Basu, however, remained fond of Yechury till the end of his life, and the latter would visit him whenever he was in Kolkata. Basu told a CPI(M) insider once that he had thought of the external affairs ministry portfolio for Yechury. On the nuclear deal, Yechury said in 2015 that the CPI(M) should have withdrawn support from the UPA1 on livelihood issues, not the nuclear deal that people could not fathom.
In private conversation, Yechury could come across as a pragmatic communist, more a social democrat, and even offer insights into the reasons for the decline of the Soviet Union. As an explanation to what ailed communist-ruled countries, Yechury once said one of his favourite films on the subject was the 1966 Cuban comedy movie Death of a Bureaucrat. It documented the travails of the widow of a revolutionary in securing pension and was a commentary on the red tape of the communist country.
Yechury was born into a Telugu family on August 12, 1952, and studied economics at St.

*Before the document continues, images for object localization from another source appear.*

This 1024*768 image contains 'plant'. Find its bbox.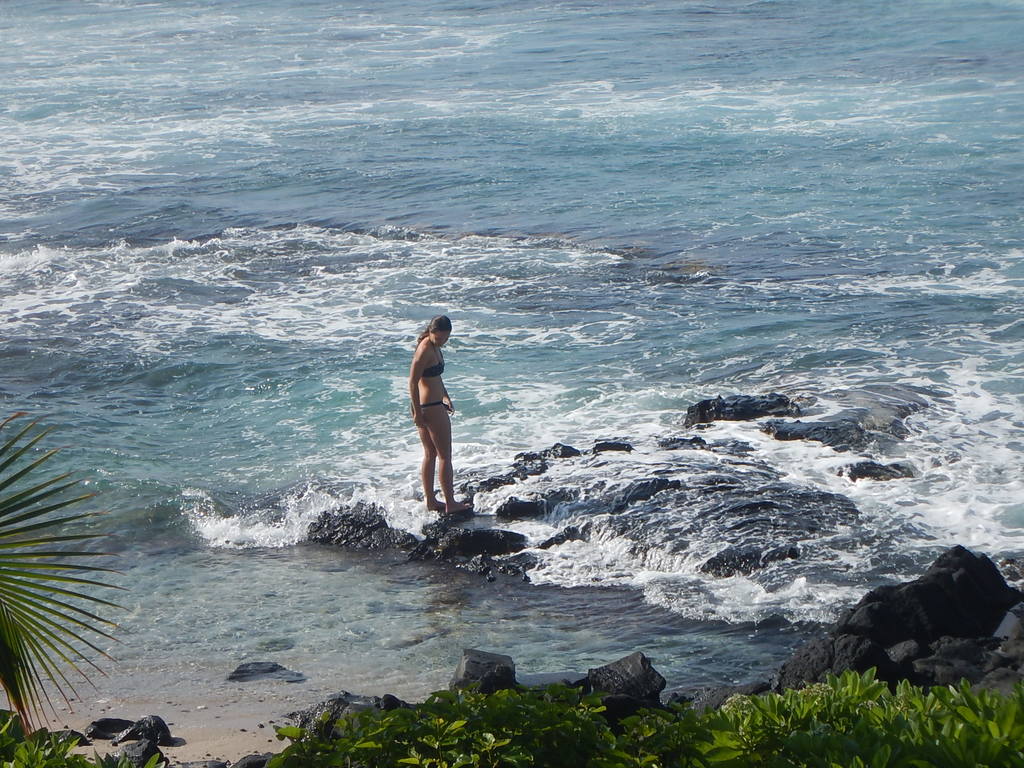
5, 392, 153, 727.
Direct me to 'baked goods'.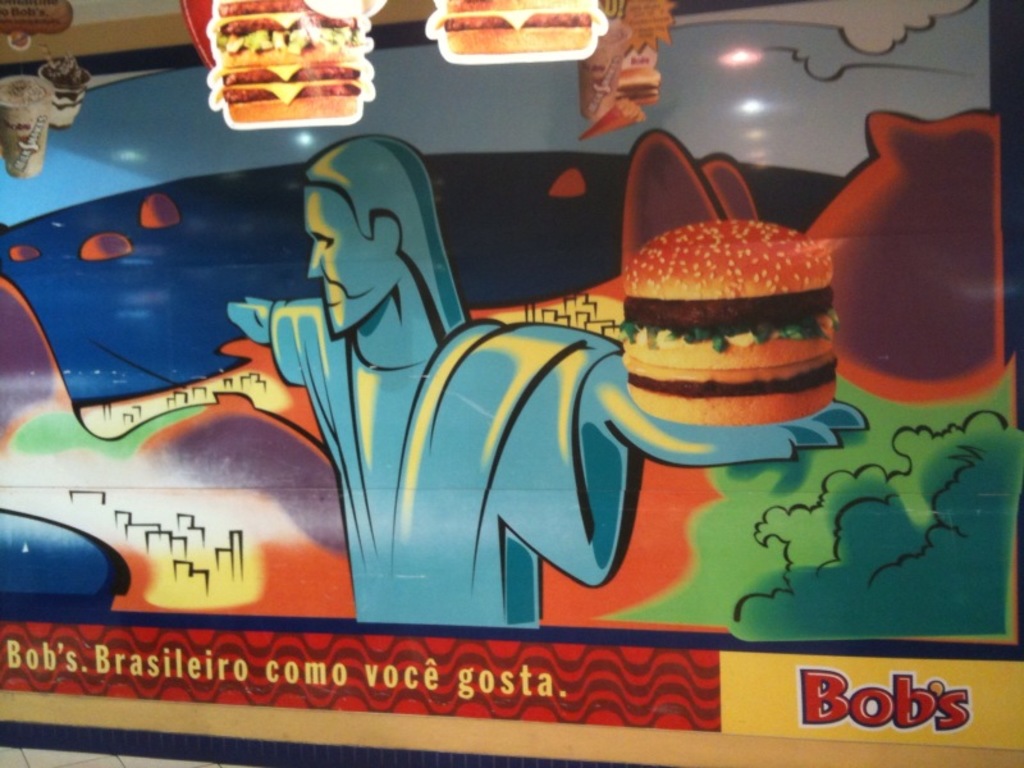
Direction: 603, 72, 663, 105.
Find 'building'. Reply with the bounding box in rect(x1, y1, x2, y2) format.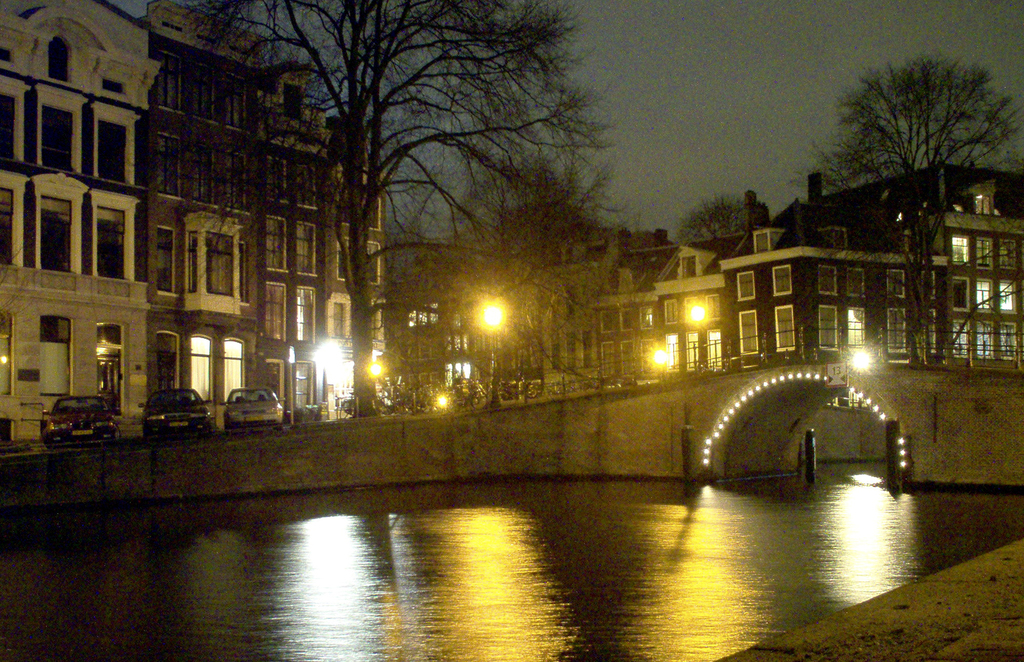
rect(0, 0, 386, 456).
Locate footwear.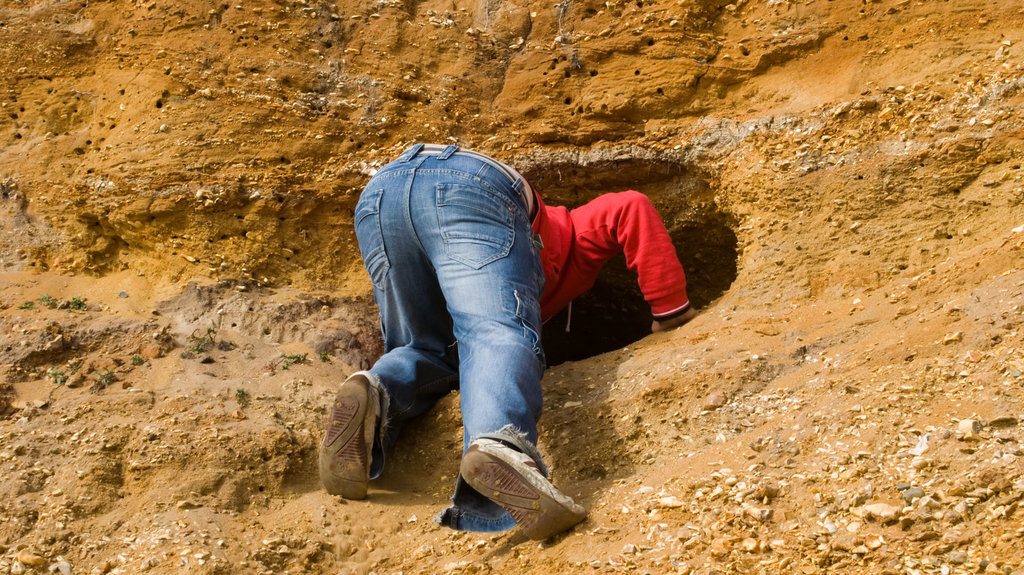
Bounding box: (x1=320, y1=366, x2=383, y2=501).
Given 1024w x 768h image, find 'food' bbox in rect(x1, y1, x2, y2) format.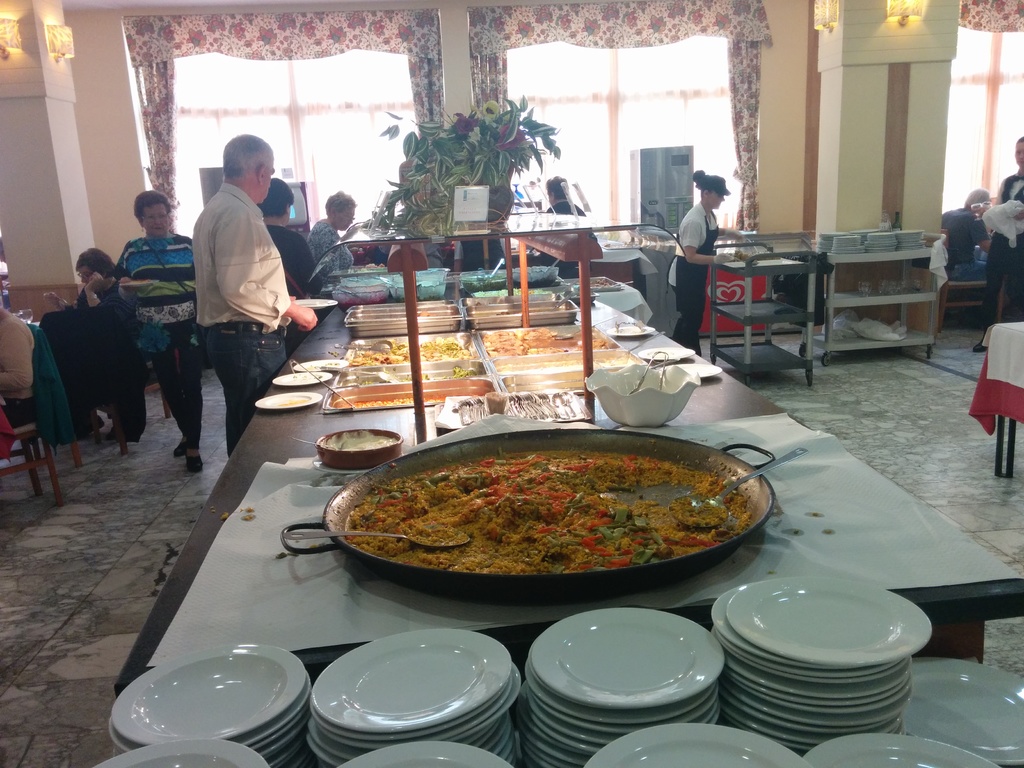
rect(240, 506, 256, 522).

Stephen’s College and Jawaharlal Nehru University, where he was thrice elected president of its students’ union. He was arrested during the Emergency in 1975. He was inducted into the CPI(M)’s Central Committee in 1985 and into its Polit Bureau in 1992.
He was also one of the few among leading communist leaders to appreciate the importance of the Left movement’s cultural engagement, and was a permanent attendee at cultural events that Sahmat organised. Old associates recalled that they would walk down to Chanakya, a movie theatre, to watch films. A polyglot, he was always accessible to party comrades, chatting with them in Hindi, Bengali, Tamil, Telugu, Malayalam and English in the party canteen over cups of black tea and unfiltered cigarettes. He drove his own car, a Maruti Zen, until he became party chief.
Yechury was a Rajya Sabha member from 2005 to 2017, with Congress leader Rahul Gandhi a frequent visitor to his room in Parliament, where they chatted for hours. He was elected general secretary of the CPI(M), succeeding Karat, in 2015, when it was in steep electoral decline. However, Yechury galvanised the party’s outreach to farmers, Dalit groups, students and minorities. In 2019, when the CPI(M) Central Committee rejected a proposal to have an understanding with the Congress for the Lok Sabha polls, Yechury had offered to resign. He was a key leader that helped forge the INDIA bloc for the 2024 polls.
Yechury is survived by his wife, Seema Chishti, a son, and a daughter. His elder son, Ashish Yechury, passed away due to Covid in 2021.